See, we can’t get our bearings using “shifting landmarks.” When we get turned around, we use fixed points to right ourselves. We look to the eternally stationary North Star. We look to the immovable mountains. We use the constant stuff in environments flush with variables.
But in East of the Sun, West of the Moon, the imagery by Halpern and Parlato—along with a piece of writing by Nicholas Muellner—is blanketed with this recognition that, to some extent, these constants are never constant, always shifting. It’s not just that in a big bang universe everything is in motion, but also that we can really only know who, where, and when we are in relation to landmarks that also need landmarks that also need landmarks, and so on—it’s turtles all the way down. In the photographs, Halpern and Parlato play with light and composition and all that, but more so, they play with a vaguely Einsteinian notion that no one is truly anchored. Or maybe, they play with the idea that we’re all somewhat adrift, oriented only to the extent that we’re adrift together.
To be clear, this project isn’t weighed down by all this overwrought, heady thinking—it’s actually rather pretty lighthearted and shot through with sincere curiosity. In other words, there’s no panic in these pictures. Even the images freighted with bits of dread or pain—the defeated man with his head down in an airport cafeteria, or the scene of the crowd staring at what might be either a sunset or a brutal traffic accident—possess no real urgency. It’s as if they’re all a little more still than most still photographs.
Maybe the fourth question that doctor should ask if those first three are stumpers should be more open-ended: “What anchors you?”

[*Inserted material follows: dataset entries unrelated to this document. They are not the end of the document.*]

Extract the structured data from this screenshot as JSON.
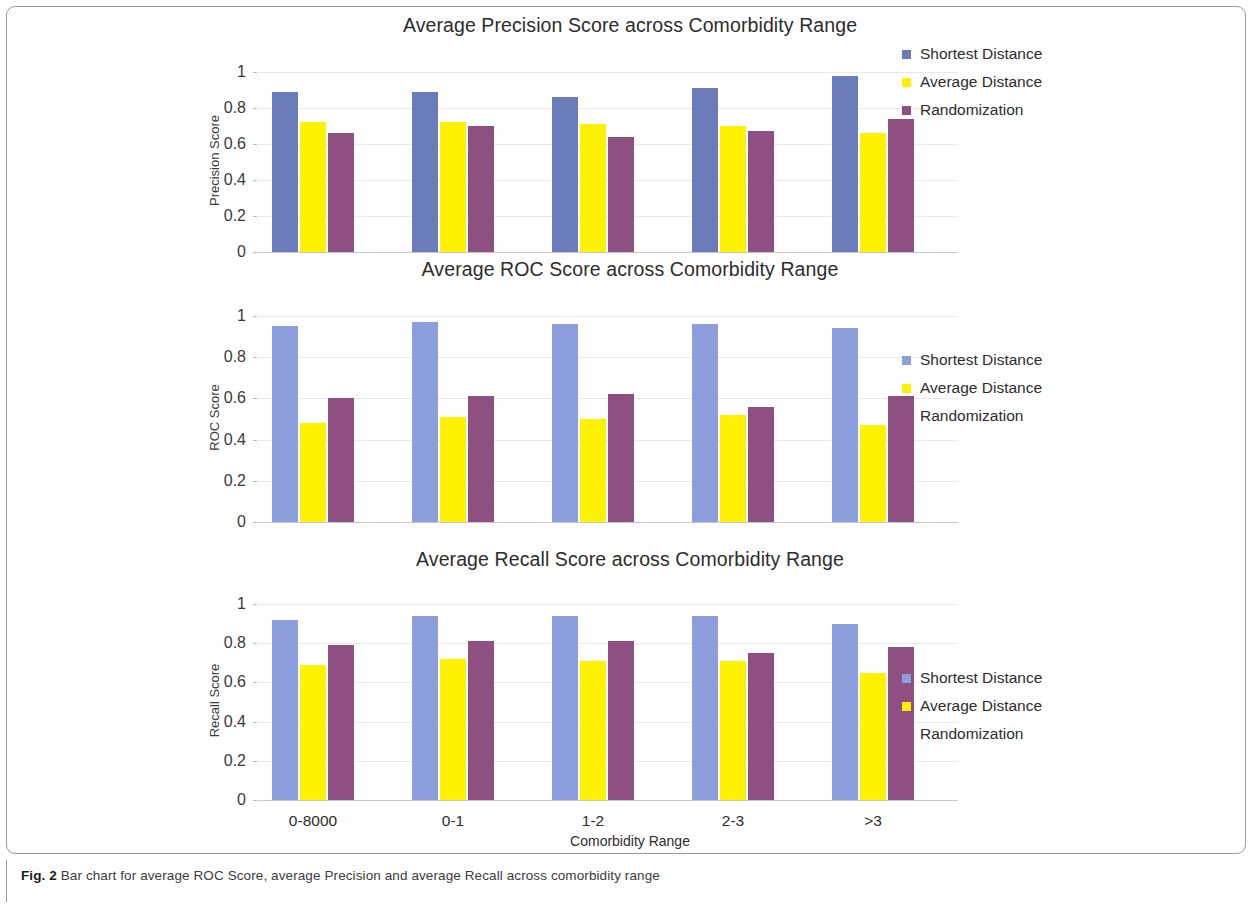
{
  "figure": {
    "caption_prefix": "Fig. 2",
    "caption_text": "Bar chart for average ROC Score, average Precision and average Recall across comorbidity range"
  },
  "colors": {
    "shortest_distance_precision": "#6b7cba",
    "shortest_distance_light": "#8d9edd",
    "average_distance": "#fff200",
    "randomization": "#8e4f82",
    "gridline": "#e8e8ee",
    "axis": "#c8c8d0",
    "text": "#2d2d2d"
  },
  "xlabel": "Comorbidity Range",
  "categories": [
    "0-8000",
    "0-1",
    "1-2",
    "2-3",
    ">3"
  ],
  "yticks": [
    "1",
    "0.8",
    "0.6",
    "0.4",
    "0.2",
    "0"
  ],
  "series_names": [
    "Shortest Distance",
    "Average Distance",
    "Randomization"
  ],
  "chart_data": [
    {
      "type": "bar",
      "title": "Average Precision Score across Comorbidity Range",
      "xlabel": "",
      "ylabel": "Precision Score",
      "categories": [
        "0-8000",
        "0-1",
        "1-2",
        "2-3",
        ">3"
      ],
      "ylim": [
        0,
        1
      ],
      "yticks": [
        0,
        0.2,
        0.4,
        0.6,
        0.8,
        1
      ],
      "grid": true,
      "legend_position": "right",
      "series": [
        {
          "name": "Shortest Distance",
          "color": "#6b7cba",
          "values": [
            0.89,
            0.89,
            0.86,
            0.91,
            0.98
          ]
        },
        {
          "name": "Average Distance",
          "color": "#fff200",
          "values": [
            0.72,
            0.72,
            0.71,
            0.7,
            0.66
          ]
        },
        {
          "name": "Randomization",
          "color": "#8e4f82",
          "values": [
            0.66,
            0.7,
            0.64,
            0.67,
            0.74
          ]
        }
      ]
    },
    {
      "type": "bar",
      "title": "Average ROC Score across Comorbidity Range",
      "xlabel": "",
      "ylabel": "ROC Score",
      "categories": [
        "0-8000",
        "0-1",
        "1-2",
        "2-3",
        ">3"
      ],
      "ylim": [
        0,
        1
      ],
      "yticks": [
        0,
        0.2,
        0.4,
        0.6,
        0.8,
        1
      ],
      "grid": true,
      "legend_position": "right",
      "series": [
        {
          "name": "Shortest Distance",
          "color": "#8d9edd",
          "values": [
            0.95,
            0.97,
            0.96,
            0.96,
            0.94
          ]
        },
        {
          "name": "Average Distance",
          "color": "#fff200",
          "values": [
            0.48,
            0.51,
            0.5,
            0.52,
            0.47
          ]
        },
        {
          "name": "Randomization",
          "color": "#8e4f82",
          "values": [
            0.6,
            0.61,
            0.62,
            0.56,
            0.61
          ]
        }
      ]
    },
    {
      "type": "bar",
      "title": "Average Recall Score across Comorbidity Range",
      "xlabel": "Comorbidity Range",
      "ylabel": "Recall Score",
      "categories": [
        "0-8000",
        "0-1",
        "1-2",
        "2-3",
        ">3"
      ],
      "ylim": [
        0,
        1
      ],
      "yticks": [
        0,
        0.2,
        0.4,
        0.6,
        0.8,
        1
      ],
      "grid": true,
      "legend_position": "right",
      "series": [
        {
          "name": "Shortest Distance",
          "color": "#8d9edd",
          "values": [
            0.92,
            0.94,
            0.94,
            0.94,
            0.9
          ]
        },
        {
          "name": "Average Distance",
          "color": "#fff200",
          "values": [
            0.69,
            0.72,
            0.71,
            0.71,
            0.65
          ]
        },
        {
          "name": "Randomization",
          "color": "#8e4f82",
          "values": [
            0.79,
            0.81,
            0.81,
            0.75,
            0.78
          ]
        }
      ]
    }
  ]
}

But East of the Sun, West of the Moon isn’t the kind of project that pretends to be able to answer that one either. Instead, its weight lies in the uncanny similarity between the subject (solstices and equinoxes) and the medium Halpern and Parlato use to capture it (photography). A special picture, like these special days of the year, are phenomenal in a true sense of the word. They both are the result of something that occurs when an infinite number of moving parts serendipitously relate to each other in a way that makes some sort of singular sense.

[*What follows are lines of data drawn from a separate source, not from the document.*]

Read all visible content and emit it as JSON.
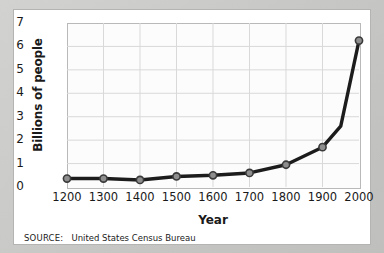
{
  "figure": {
    "source_note_label": "SOURCE:",
    "source_note_value": "United States Census Bureau"
  },
  "chart_data": {
    "type": "line",
    "title": "",
    "xlabel": "Year",
    "ylabel": "Billions of people",
    "x": [
      1200,
      1300,
      1400,
      1500,
      1600,
      1700,
      1800,
      1900,
      1950,
      2000
    ],
    "values": [
      0.36,
      0.36,
      0.3,
      0.45,
      0.5,
      0.6,
      0.95,
      1.7,
      2.6,
      6.25
    ],
    "markers_shown": [
      true,
      true,
      true,
      true,
      true,
      true,
      true,
      true,
      false,
      true
    ],
    "xlim": [
      1200,
      2000
    ],
    "ylim": [
      0,
      7
    ],
    "xticks": [
      "1200",
      "1300",
      "1400",
      "1500",
      "1600",
      "1700",
      "1800",
      "1900",
      "2000"
    ],
    "xtick_values": [
      1200,
      1300,
      1400,
      1500,
      1600,
      1700,
      1800,
      1900,
      2000
    ],
    "yticks": [
      "0",
      "1",
      "2",
      "3",
      "4",
      "5",
      "6",
      "7"
    ],
    "ytick_values": [
      0,
      1,
      2,
      3,
      4,
      5,
      6,
      7
    ],
    "grid": true,
    "legend": "none",
    "line_color": "#1c1c1c",
    "marker_fill": "#8e8e8e",
    "marker_edge": "#3a3a3a",
    "grid_color": "#d9d9d9",
    "plot_bg": "#fcfcfc",
    "card_bg": "#ffffff",
    "page_bg": "#c9c9c7"
  }
}
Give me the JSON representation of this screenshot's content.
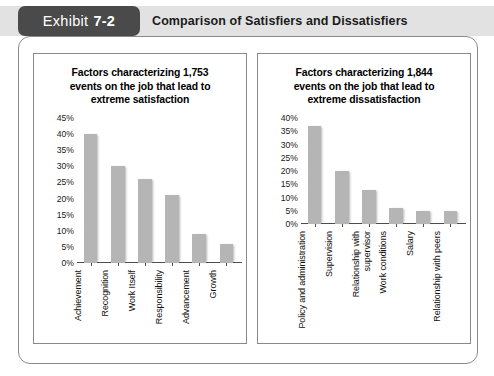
{
  "header": {
    "tab_label": "Exhibit",
    "tab_number": "7-2",
    "title": "Comparison of Satisfiers and Dissatisfiers"
  },
  "colors": {
    "tab_background": "#4a4a4a",
    "header_band": "#e2e2e2",
    "bar_fill": "#b5b5b5",
    "axis": "#4d4d4d",
    "frame_border": "#8a8a8a"
  },
  "chart_data": [
    {
      "type": "bar",
      "name": "satisfiers",
      "title": "Factors characterizing 1,753 events on the job that lead to extreme satisfaction",
      "title_lines": [
        "Factors characterizing 1,753",
        "events on the job that lead to",
        "extreme satisfaction"
      ],
      "categories": [
        "Achievement",
        "Recognition",
        "Work Itself",
        "Responsibility",
        "Advancement",
        "Growth"
      ],
      "values": [
        40,
        30,
        26,
        21,
        9,
        6
      ],
      "xlabel": "",
      "ylabel": "",
      "ylim": [
        0,
        45
      ],
      "ytick_step": 5,
      "yticks": [
        "0%",
        "5%",
        "10%",
        "15%",
        "20%",
        "25%",
        "30%",
        "35%",
        "40%",
        "45%"
      ],
      "grid": false,
      "legend": "none"
    },
    {
      "type": "bar",
      "name": "dissatisfiers",
      "title": "Factors characterizing 1,844 events on the job that lead to extreme dissatisfaction",
      "title_lines": [
        "Factors characterizing 1,844",
        "events on the job that lead to",
        "extreme dissatisfaction"
      ],
      "categories": [
        "Policy and administration",
        "Supervision",
        "Relationship with supervisor",
        "Work conditions",
        "Salary",
        "Relationship with peers"
      ],
      "values": [
        37,
        20,
        13,
        6,
        5,
        5
      ],
      "xlabel": "",
      "ylabel": "",
      "ylim": [
        0,
        40
      ],
      "ytick_step": 5,
      "yticks": [
        "0%",
        "5%",
        "10%",
        "15%",
        "20%",
        "25%",
        "30%",
        "35%",
        "40%"
      ],
      "grid": false,
      "legend": "none"
    }
  ]
}
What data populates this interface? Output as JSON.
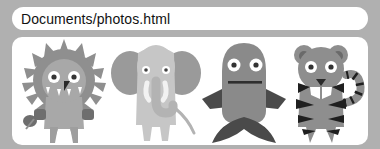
{
  "window": {
    "background_color": "#b0b0b0"
  },
  "addressbar": {
    "name": "address-bar",
    "value": "Documents/photos.html",
    "placeholder": "Enter path",
    "background_color": "#ffffff",
    "text_color": "#111111"
  },
  "content": {
    "name": "photo-gallery",
    "background_color": "#ffffff",
    "figures": [
      {
        "id": "lion",
        "label": "lion-illustration",
        "body_color": "#a8a8a8",
        "mane_color": "#8f8f8f",
        "limb_color": "#6e6e6e",
        "eye_color": "#ffffff",
        "pupil_color": "#333333",
        "nose_color": "#2a2a2a",
        "tooth_color": "#ffffff"
      },
      {
        "id": "elephant",
        "label": "elephant-illustration",
        "body_color": "#c6c6c6",
        "ear_color": "#9a9a9a",
        "trunk_color": "#b3b3b3",
        "eye_color": "#ffffff",
        "pupil_color": "#444444",
        "tusk_color": "#f2f2f2"
      },
      {
        "id": "fish",
        "label": "fish-illustration",
        "body_color": "#8a8a8a",
        "fin_color": "#4a4a4a",
        "eye_color": "#ffffff",
        "pupil_color": "#333333",
        "mouth_color": "#2e2e2e"
      },
      {
        "id": "tiger",
        "label": "tiger-illustration",
        "body_color": "#8e8e8e",
        "stripe_color": "#1f1f1f",
        "ear_inner_color": "#6a6a6a",
        "eye_color": "#ffffff",
        "pupil_color": "#333333",
        "tooth_color": "#ffffff",
        "nose_color": "#2a2a2a"
      }
    ]
  }
}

Those other 361 days a year? Those countless crappy photographs that get tossed? They are disorganized sets of zeroes and ones—readable but meaningless data. But four days of the year, like four frames out of 365 captures, things mix, match, and align in a way that feels vaguely intelligent, even planned.
We are a weird species, innately attracted to what we can grab onto and hold firmly in our hands or head. So of course we become disoriented in a world of shifting landmarks. If there are fixed points to be found, if there are orienting constants to use, they probably lie in the moments when all that arbitrary movement yields something remarkably still—when all the shifting somehow yields understanding.
Below is a gallery of photographs by Ahndraya Parlato and Gregory Halpern from their new book East of the Sun, West of the Moon, published by Études Studio this fall, including unpublished outtakes.